Rising demand driven by the green energy transition and a decline in the U.S. dollar strength come the second half of 2024 will fuel support for copper prices.
Copper prices on the London Metal Exchange last saw an all-time record high of $10,730 per ton in March last year.

Copper prices are set to soar more than 75% over the next two years amid mining supply disruptions and higher demand for the metal, fueled by the push for renewable energy.

Rising demand driven by the green energy transition and a likely decline in the U.S. dollar in the second half of 2024 will push copper prices higher, according to a report by BMI, a Fitch Solutions research unit.

Markets are banking on the U.S. Federal Reserve to cut rates this year which will weaken the dollar and in turn make the greenback-priced copper more attractive to foreign buyers.

“The positive view for copper is more on macro factors,” Bank of America Securities’ head of Asia -Pacific basic materials, Matty Zhao, told CNBC, citing likely Fed rate cuts and a weaker U.S. dollar.

Additionally, at the recent COP28 climate change conference, more than 60 countries backed a plan to triple global renewable energy capacity by 2030, a move that Citibank says “would be extremely bullish for copper.”

In a December report, the investment bank forecast that the higher renewable energy targets would boost copper demand by extra 4.2 million tons by 2030.

This would potentially push copper prices to $15,000 a ton in 2025, the report added, way higher than the record peak of $10,730 per ton scaled in March last year.

“This assumes a very soft landing in the U.S. and Europe, an earlier global growth recovery, significant China easing,” Citi analysts said, while also emphasizing on continued investments in the energy transition sector.

A growing economy tends to boost demand for copper, which is used in electrical equipment and industrial machinery.

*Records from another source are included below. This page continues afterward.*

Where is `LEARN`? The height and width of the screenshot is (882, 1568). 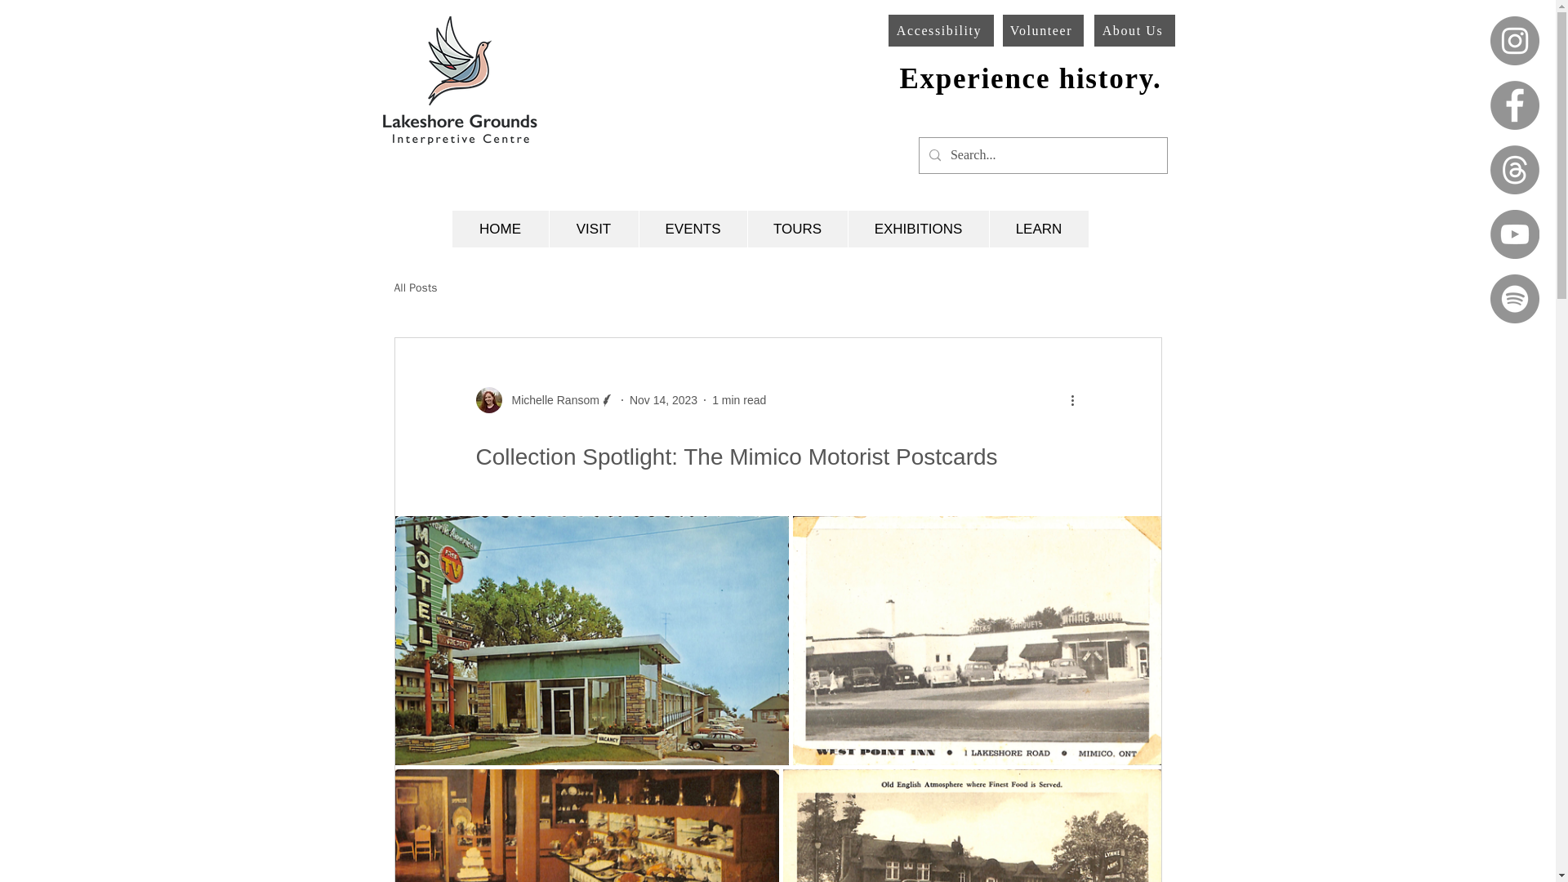
LEARN is located at coordinates (1037, 229).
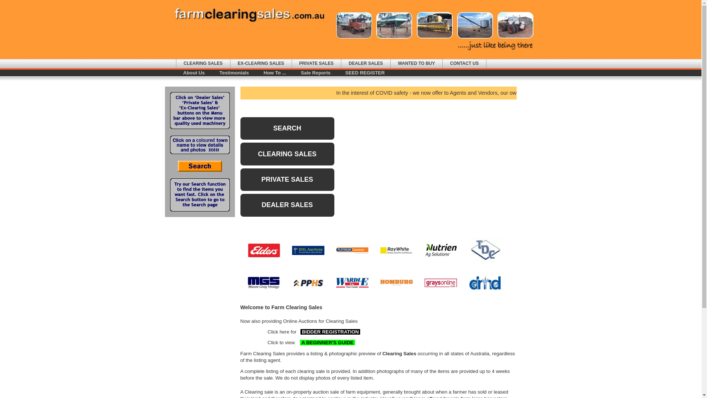 The width and height of the screenshot is (707, 398). Describe the element at coordinates (331, 332) in the screenshot. I see `BIDDER REGISTRATION ` at that location.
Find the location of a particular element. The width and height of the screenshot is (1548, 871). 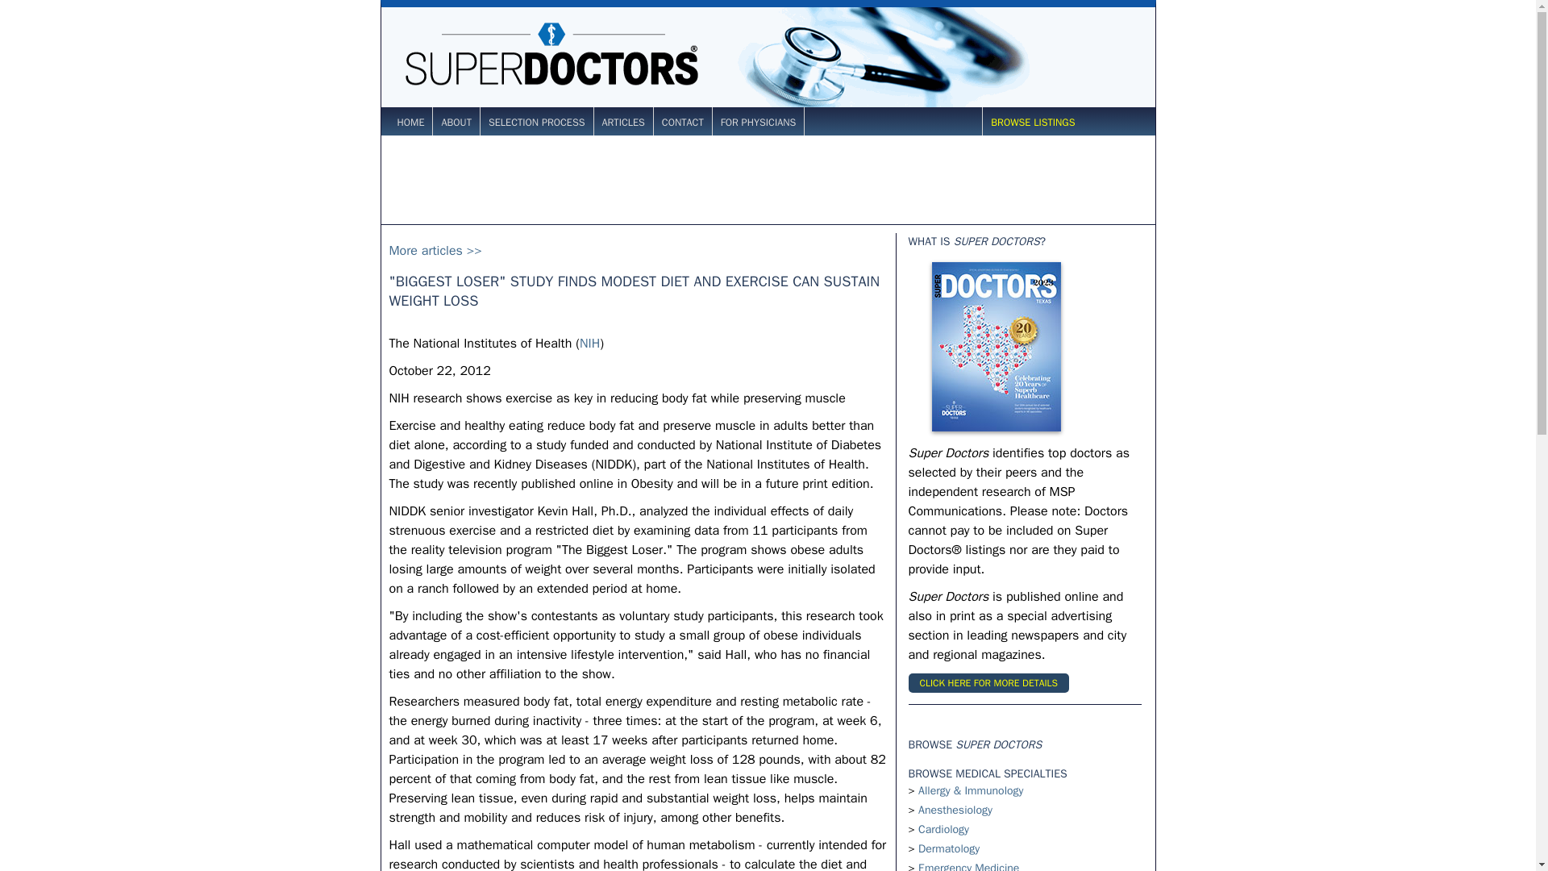

Cardiology is located at coordinates (943, 829).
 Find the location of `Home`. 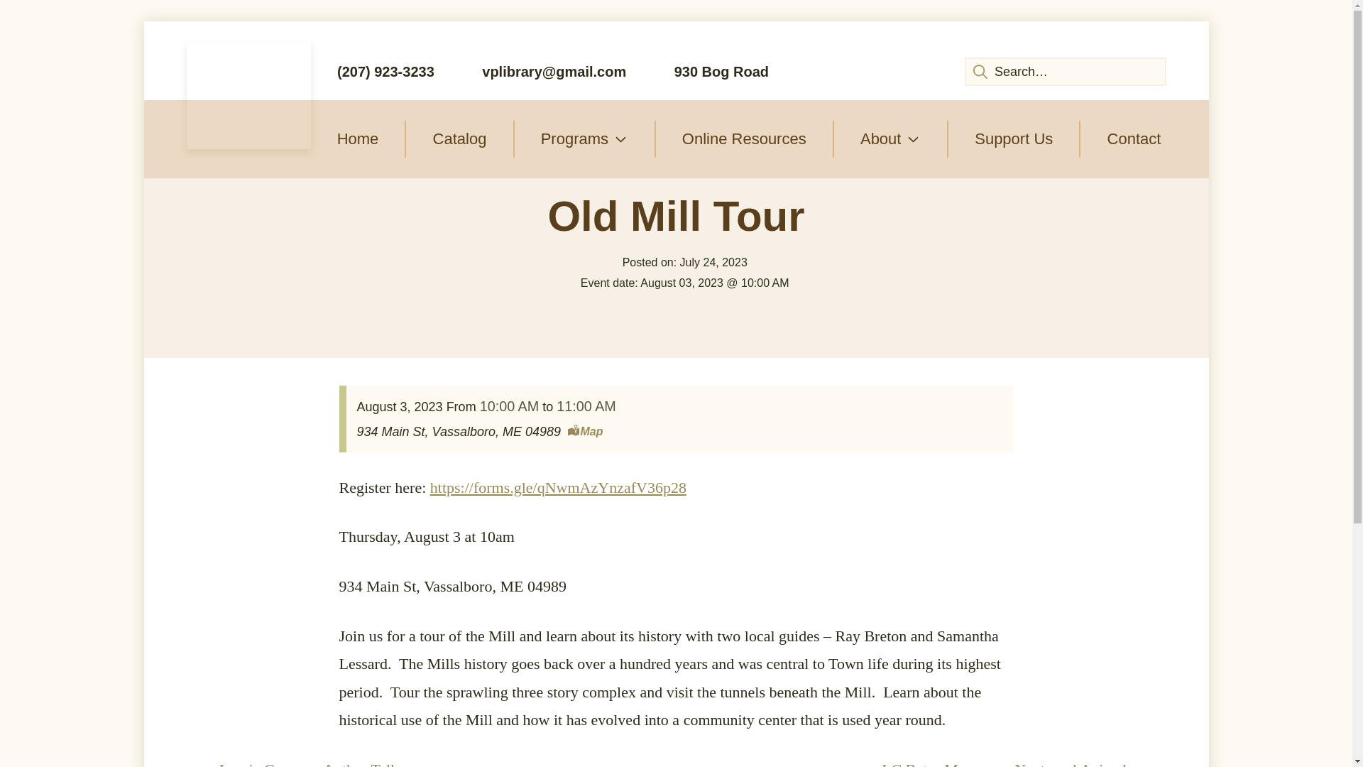

Home is located at coordinates (358, 139).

The metal’s demand is considered a proxy for economic health.

Copper on the London Metal Exchange was last trading at $8,559 a ton.

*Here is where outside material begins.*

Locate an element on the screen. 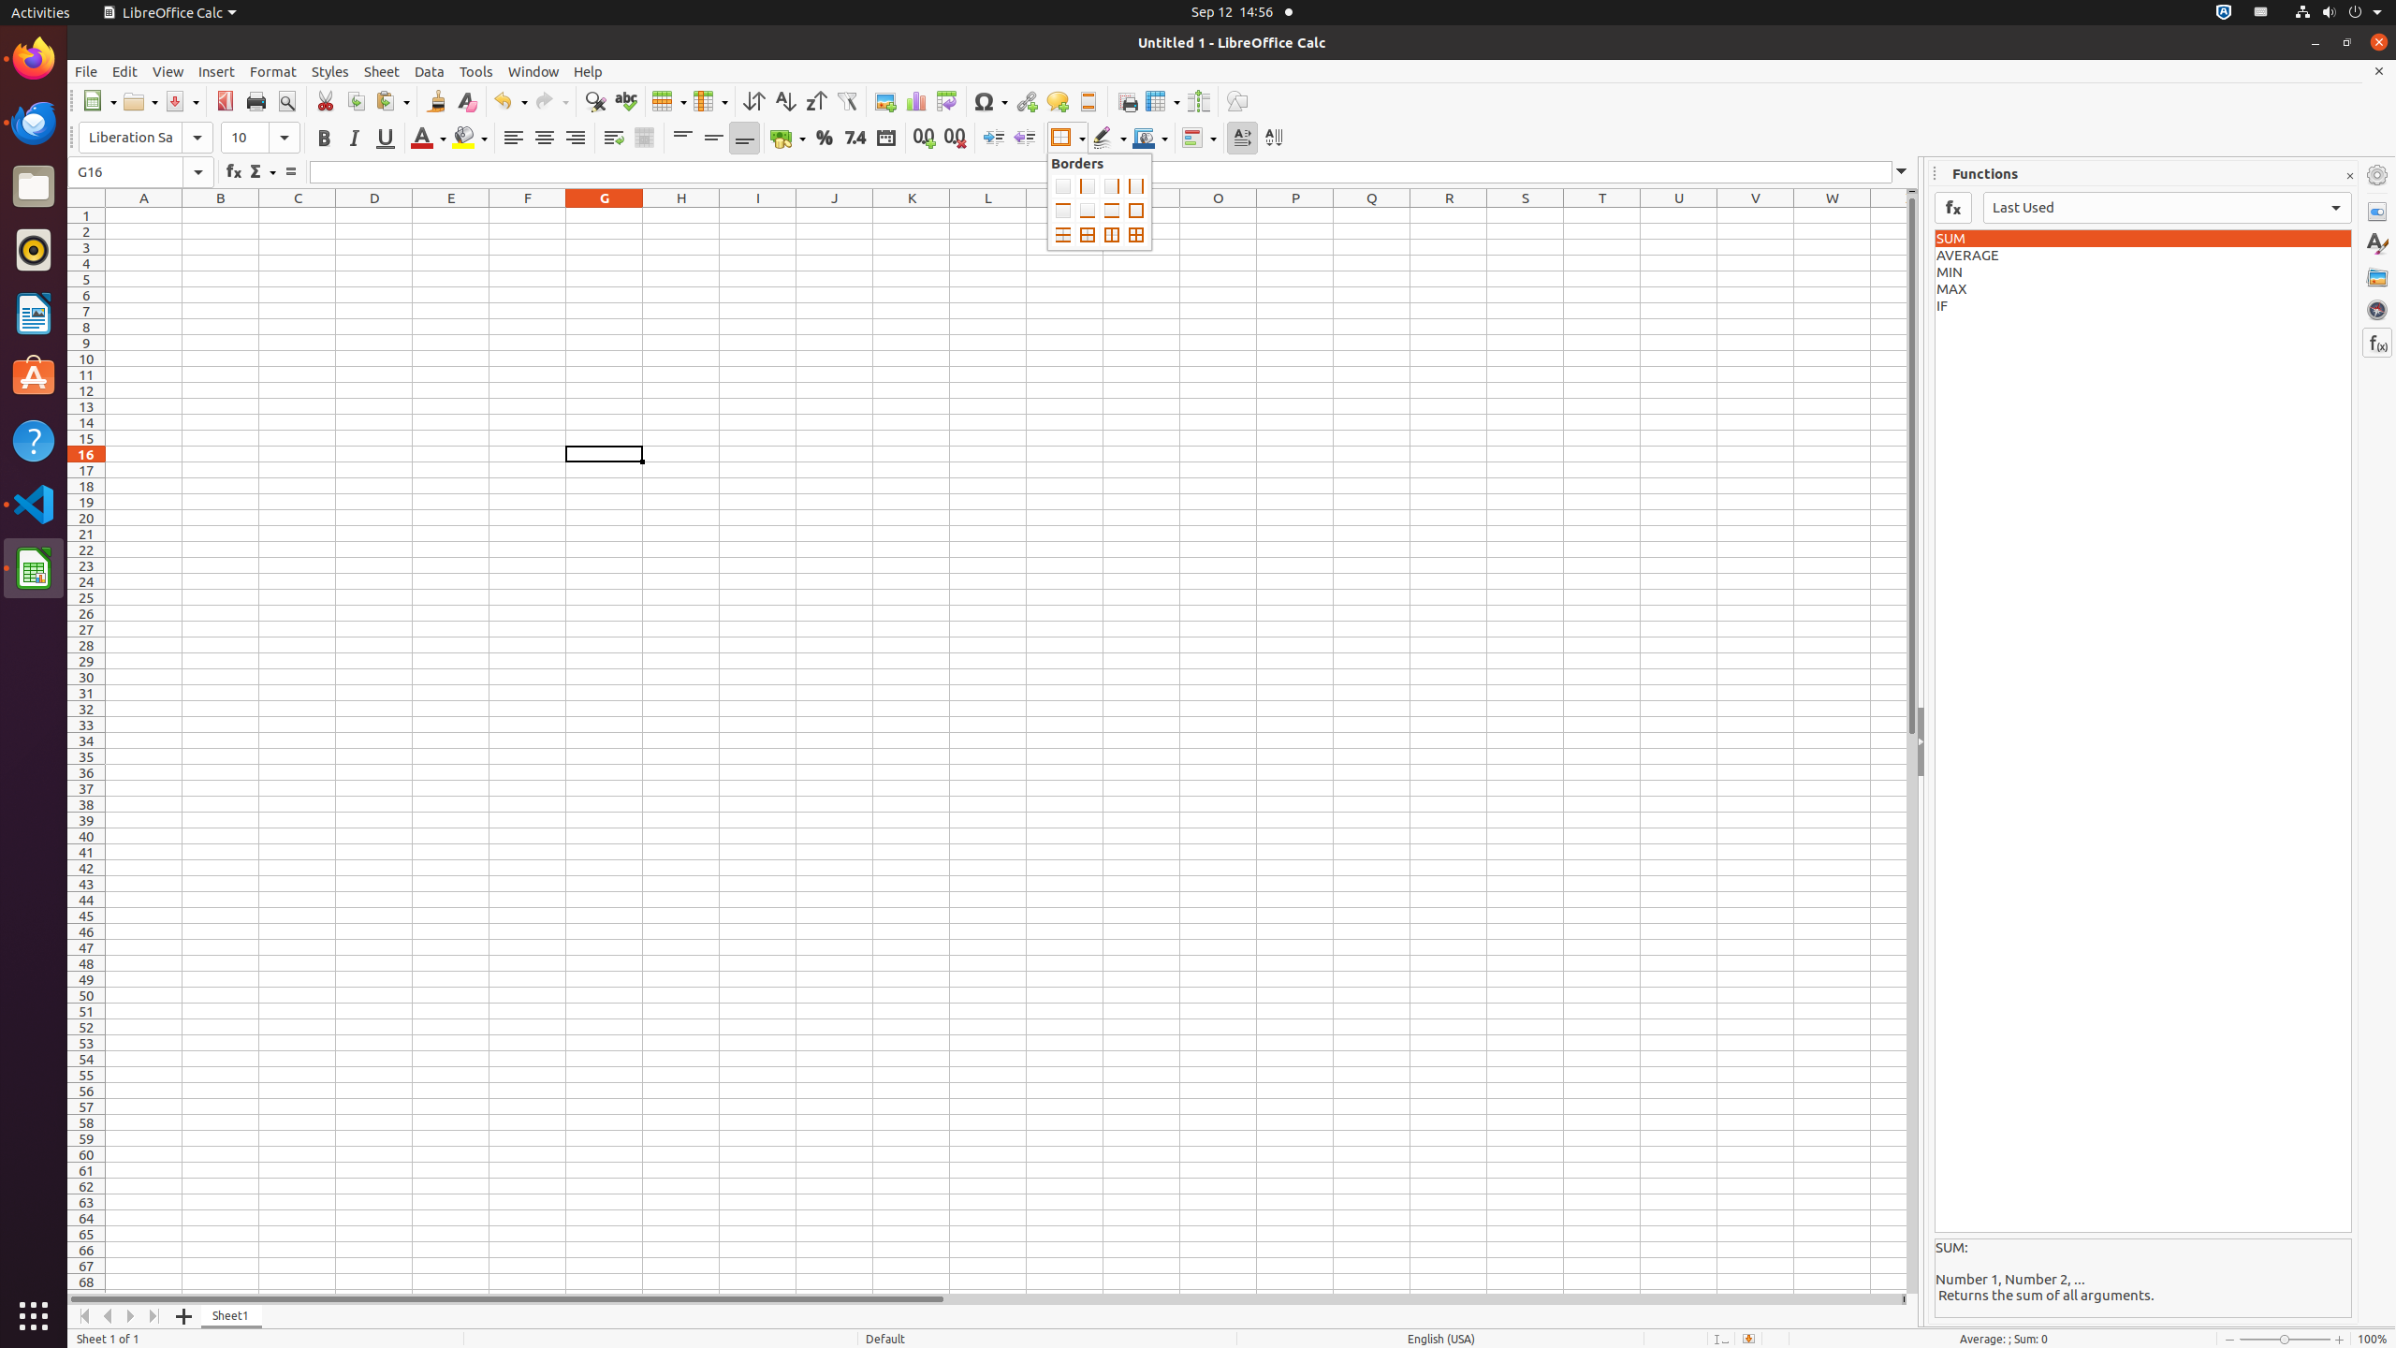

The base metal is a linchpin in the energy transition ecosystem, and is integral to manufacturing electric vehicles, power grids and wind turbines.

Other analysts see a bullish run for copper due to mining disruptions, with Goldman Sachs expecting a deficit of over half a million tons in 2024.

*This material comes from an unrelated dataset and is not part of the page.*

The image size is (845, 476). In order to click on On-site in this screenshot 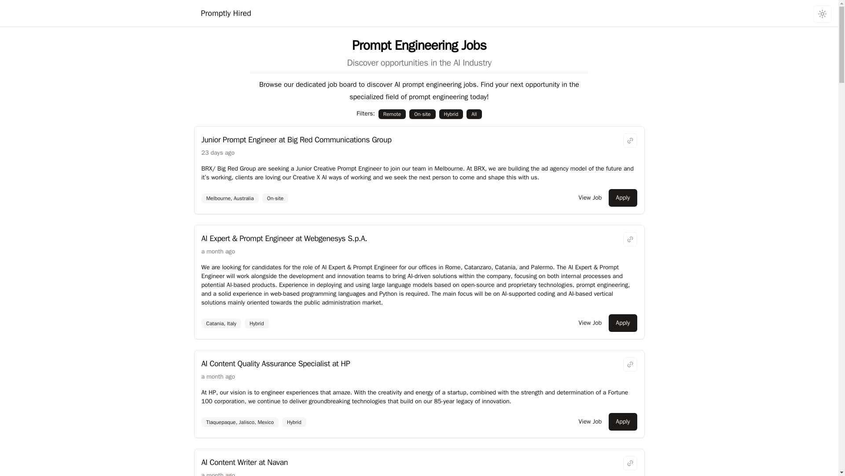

Last November, First Quantum Minerals halted production at the Cobre Panamá, one of the world’s largest copper mines, following a Supreme Court ruling and nationwide protests over environmental concerns. Anglo American, a major producer, said it would cut copper output in 2024 and 2025 as it seeks to cut costs.

“The supply cuts reinforce our view that the copper market is entering a period of much clearer tightening,” wrote Goldman’s analysts, who see copper prices hitting $10,000 per ton within the year, and much higher in 2025.

The winners of the copper rush will be mainly Chile and Peru, BMI estimates. Both countries have large reserves of green transition minerals such as lithium and copper that are poised to benefit from increased investment and higher export demand. Chile holds around 21% of global copper reserves.

“Our confidence that copper substantially re-rates into 2025 [of $15,000 per ton average] is now substantially higher,” Goldmansaid.

Lower supply also means that new copper smelters coming online will have a shortage of concentrates to work with, said S&P Global’s Senior Copper Analyst Wang Ruilin.

Copper ores are extracted from the earth and then converted into copper concentrates. From there they are sent to smelters to be purified into refined copper, which sets the benchmark LME price.

A worker monitors a process at the Codelco Ventanas copper smelter in Ventanas, Chile, January 7, 2015.
“Copper smelters will see a supply shortage of concentrate starting in 2024, and the forecast deficits in the concentrate market is expected to deepen in 2025–27,” she told CNBC via email.